Mercedes' 'ugly' Monaco Grand Prix performance enabled it to identify and resolve the weaknesses of its 2017 Formula 1 car, say team bosses

Though Mercedes had won three of the five F1 races before Monaco in May, it struggled to fourth with Valtteri Bottas and seventh with Lewis Hamilton, who had qualified only 13th, as Ferrari finished first and second.

But it won three of the next four GPs, and turned a 17-point constructors' championship deficit to Ferrari post-Monaco into a 39-point lead by the summer break.

Mercedes had described its W08 as a "diva" to set up from the outset, and technical director James Allison said the low of Monaco actually proved beneficial.

"Monaco was a circuit where very few of the good parts of our car were on display and most of the uglier ones were," he told Autosport.

"And it was really helpful to us that in regard, because it focused our minds on where the issues were.

"It was very, very beneficial. Prior to Monaco, we had won a few races. We had been on pole in all but one of them.

"We clearly had a quick car and you can flatter yourself that this is all going to be fine, but it was really helpful for us to see that the problems we had needed to be dealt with, because we didn't like the experience of Monaco.

"But also the purity with which they were presented to us in Monaco also made it correspondingly much easier to diagnose what were the bigger factors and how to go about attacking them, so it was helpful in two ways - as a spur and as a diagnostic."

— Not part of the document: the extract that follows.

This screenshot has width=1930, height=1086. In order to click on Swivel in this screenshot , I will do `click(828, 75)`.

Allison said the "biggest step" Mercedes made in response to Monaco was "our understanding" of the car rather than any new parts.

"From after Monaco we haven't really had a weak race so far," he said.

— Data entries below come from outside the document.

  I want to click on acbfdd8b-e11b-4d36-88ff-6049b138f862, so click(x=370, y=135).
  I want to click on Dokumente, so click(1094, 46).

"And that race after Monaco was Canada and we didn't bring any upgrades there."

Mercedes motorsport chief Toto Wolff added that "the 10 days after Monaco were probably the most useful" of the year so far for his team.

"We've had similar moments in the past, with Singapore [2015] for example," said Wolff.

"They're working on a very high level all the time, but when things happen like in Monaco when suddenly all your performance drops away there is even more emphasis on trying to find out what happened.

"I am very impressed about how the team coped and handled the situation.

"But we have it every weekend. Every weekend we're trying to identify the problems, finding solutions, trying to find how we can optimise our performance.

"We face difficulties all the time, most of the time not visible to the public."